VEITCH: Yeah, obviously we’re going to have to develop an awareness to keep up with the potential of technology. So as crummy as all these superhero comics are, they tend to be exploring — in their own ridiculous adolescent way — these futures for us, kind of feeling around out there what’s good, what’s bad, what’s popular, what’s not. So these are the kinds of things that now I can try to describe, but in the early ’80s I didn’t really have words for it. I was just groping. Alan, more than anybody, got it down on paper. I think he was the first comic-book writer I ran into that really took the writing seriously. Even early on in his career I think he was casting a long shadow across comics. He definitely pointed a direction for where I wanted to go.

PINKHAM: You began The One with a news story you had found on the McCluhan Center, saying, “The shared myth of imminent destruction has physically changed the manner in which the billions of synapses connect in people’s brains. These changes will create a new attitude that will insure that the bomb will not be used, the certainty of continuing to hang on the edge of the precipice is necessary for the new attitude to emerge.” Had you read that before you wrote The One, and was it part of the inspiration, or was it a coincidence?

VEITCH: Probably I ran into it while I was conceiving the book, or was halfway through the first book, and it seemed like the perfect thing to express the esoteric nature of what I was trying to get at. Anyone who lived through the ’80s couldn’t conceive of what was coming: the collapse of the Soviet Union? I mean, whew! Now that it’s happened, we’re just blasé about it, but at the time it was a big thing.

PINKHAM: So you took this idea of the bomb and the clash of the superpowers, and you made the psychological force a physical one.

VEITCH: Right — the collective consciousness of the planet is a character in The One.

PINKHAM: The nukes could not actually be detonated because of the mass consciousness.

VEITCH: And that is an evolutionary step in the sense that we’re all part of a larger organism that is in the process of forming — which in the book actually forms, and the people on Earth end up living a sort of dreamlike existence within it. I played around with sequels that would have had The One going off and having adventures while all the characters still lived inside his head — but I never got around to doing it.

PINKHAM: Do you think that makes the impact of the story on the reader more or less suggestive to the reader, thinking about having this power? Or do you think they’re going to think, “Well, it would be nice if there was a superhero?”
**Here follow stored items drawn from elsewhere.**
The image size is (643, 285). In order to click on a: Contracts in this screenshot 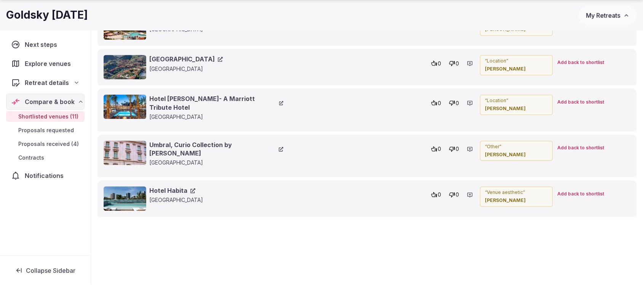, I will do `click(45, 158)`.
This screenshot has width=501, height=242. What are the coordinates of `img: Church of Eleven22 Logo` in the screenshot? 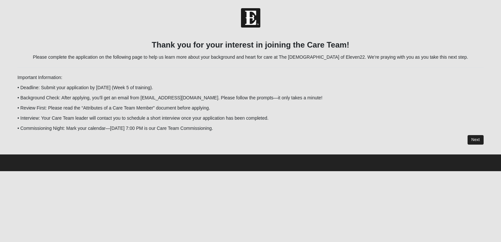 It's located at (250, 18).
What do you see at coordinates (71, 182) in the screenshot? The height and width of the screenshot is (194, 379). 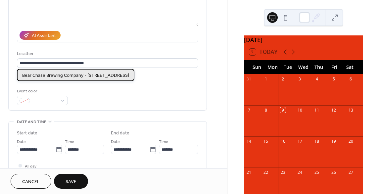 I see `span: Save` at bounding box center [71, 182].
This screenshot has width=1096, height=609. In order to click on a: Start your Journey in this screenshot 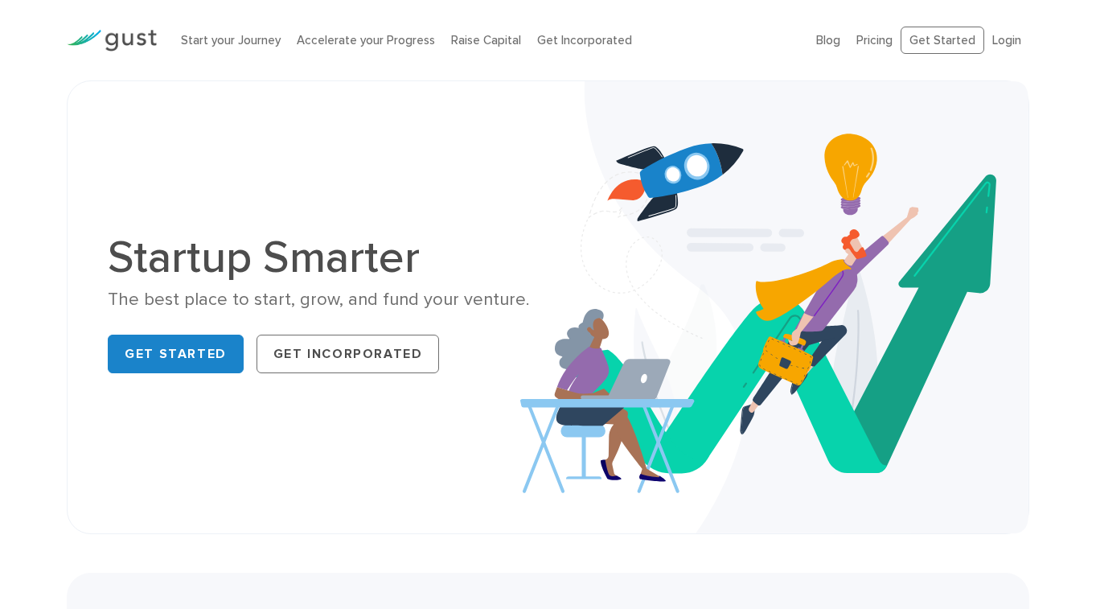, I will do `click(231, 40)`.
VEITCH: What I’m trying to get at it is the superhero within us, and for readers to get in touch with the parts of themselves that right now they are projecting onto popular culture.
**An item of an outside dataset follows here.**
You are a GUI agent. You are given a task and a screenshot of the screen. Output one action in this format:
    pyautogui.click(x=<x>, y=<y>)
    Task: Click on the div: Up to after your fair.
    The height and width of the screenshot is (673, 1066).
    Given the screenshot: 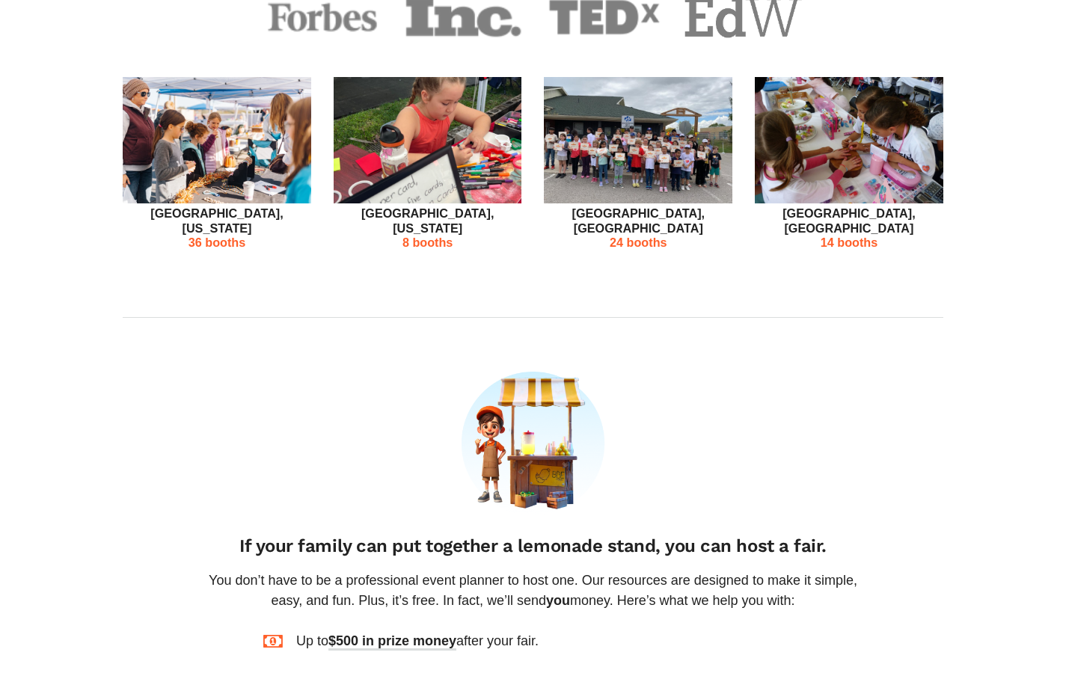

PINKHAM: You make it explicit: the characters rip off their faces and there is the hero within.

VEITCH: Right. I think the trick with pulling this kind of stuff off is to not really come out and say it, but to just show it as imagery.

PINKHAM: What were you getting at with the mass culture imagery on the covers?
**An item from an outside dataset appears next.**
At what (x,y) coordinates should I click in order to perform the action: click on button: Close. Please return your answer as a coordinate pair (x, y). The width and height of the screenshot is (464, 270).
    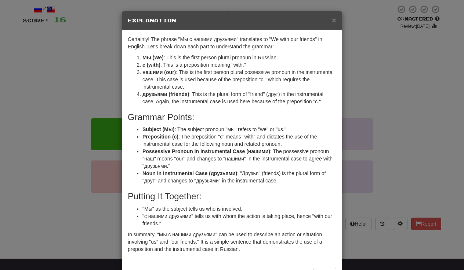
    Looking at the image, I should click on (334, 20).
VEITCH: Superheroes are a form a mass culture, and of consumer culture — little did I know how bad it was going to get! [Laughs.] I was trying to point that out, and of course I’ve just always loved logos and signs and weird packaging, and it seemed like a neat way to skewer those things, as well as Andy Warhol, on a comic-book cover. The times kind of demanded it as well. There were tons and tons of comic books then, although not as many as there are now. Every variation of a regular superhero comic-book cover had already been tried 10 times over, so it seemed it was time to try new graphic ideas, to spread it out a little bit.